Sometime earlier this year my friend Soren posted that it was Varnish Day at the casket factory near where she lives, and that it sounded like the beginning of a Tom Waits song. I commented that I wanted to use the line as the first line of a story.
That’s what I did, and now it’s been published at Monkeybicycle. With immense thanks to Soren for the inspiration and to editor James Tate Hill for giving it a lovely home.
Paperback Flex
November 5, 2023 § Leave a comment
At Esquire, Isaac Fitzgerald (Dirtbag Massachusetts) writes a love letter to the paperback, noting that their durability and affordability make for a flexible, versatile reading experience:
But a paperback is built for adventure. Paperbacks are light, and—as already mentioned numerous times in this essay—foldable. If you forget one at the bar or by the swimming hole, you will not mourn, for the book will be found by somebody else, and if you haven’t finished it before you lose it, don’t worry—you can buy a new one for the price of a drink or two, not an entire meal.

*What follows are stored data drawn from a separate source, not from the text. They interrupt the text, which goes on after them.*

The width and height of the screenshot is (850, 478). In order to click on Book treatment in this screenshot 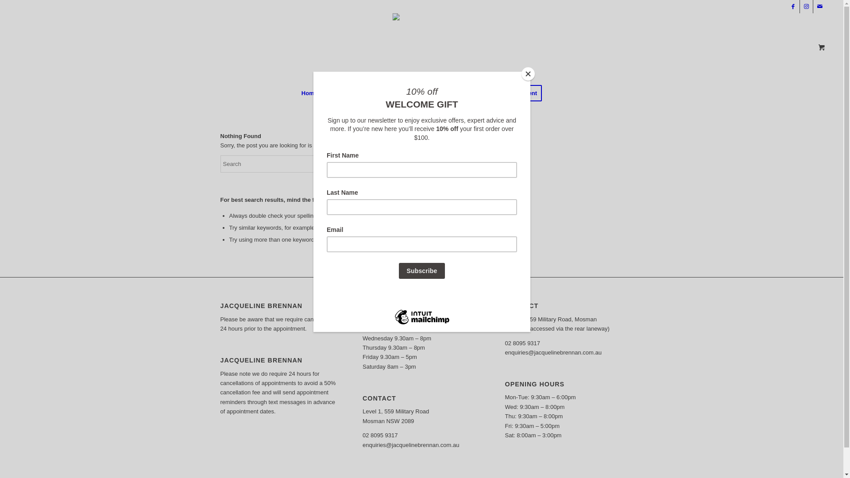, I will do `click(519, 93)`.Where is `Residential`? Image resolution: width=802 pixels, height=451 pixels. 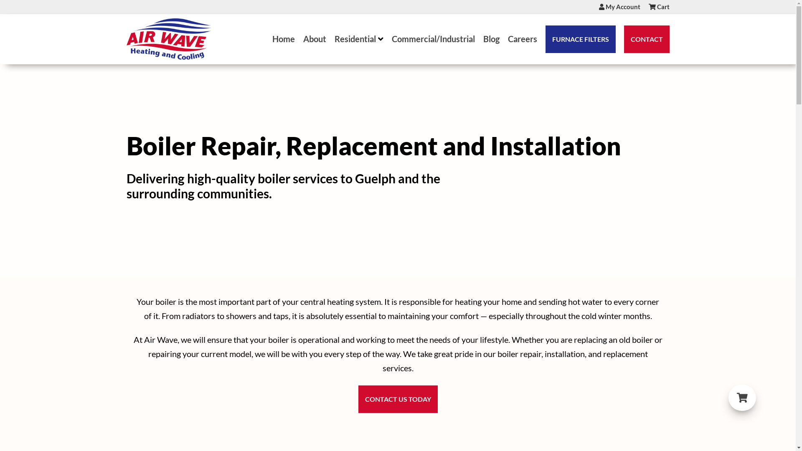 Residential is located at coordinates (359, 39).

A thing we have noticed since we acquired the bookstore is that carrying both used and new books means we see a wider range of customers. Our town is by no means wealthy, so one thing we like is the ability to have cheaper used options available for customers who only have a few dollars to spring on a book. When I am out and about I try to keep a small paperback with me for idle times like when I am waiting for a takeout order—a small one fits in my hoodie pocket, and I feel like my time is more richly spent getting in a couple pages of a novel then scrolling mindlessly on my phone.
But publishing seems to be getting away from mass-market fiction, even the genres. There was a time when the shelves in the mystery and science fiction sections of chain stores were cut to accommodate the old-fashioned John Grisham, Patricia Cornwell-sized mass-market paperback. Now publishers are tending toward trade-paper-sized titles even for genre writers like Ruth Ware or Louise Penny, and the cheap newsprint mass-market seems to be going extinct.
That doesn’t necessarily change my ability to read in public, apart from the need for bigger pockets. But it does affect the customer for whom we try to provide affordable books. Pricing has consequently soared as well—both due to the higher-quality paper and the seeming inflation that Amazon has caused. Publishers can inflate prices knowing that the largest retailer for books is going to discount them heavily as a loss leader. They’ve essentially taken a side against independent booksellers by default.
It’s Always the Drummer, Pt. 4
May 14, 2023 § Leave a comment

Paul Harding won the Pulitzer Prize for Fiction for his debut novel, Tinkers, published in 2009. A slim volume from Bellevue Literary Press with a humble design, it caught a lot of people in the book business by surprise; the New York Times had never bothered to review it before the announcement was made.
I hadn’t known anything about Harding’s career, so when I googled him, I initially thought I had landed on a different Paul Harding, because Google called him a musician. It turns out that Harding was the drummer for Cold Water Flat, a shoegazey band formed by three classmates at the University of Massachusetts at Amherst. I know that they got some airplay on WFNX in the 90s, particularly the song “Magnetic North Pole,” and I am pretty sure they opened for Belly once, a show I regretted missing at the time. (CWF’s lead singer was Paul Janovitz, brother of Buffalo Tom’s Bill Janovitz.)
So Paul Harding gets added to my library collection of Boston-area literary drummers, joining David Ryan (The Lemonheads, Animals in Motion), Freda Love Smith (The Blake Babies, Red Velvet Underground), and Chris Gorman (Belly, Indi Surfs).
I am halfway through Tinkers, a lovely story of remembrance about a son and his father. Harding’s descriptions of objects are made with the care of a museum curator.
Paul Janovitz passed away earlier this year.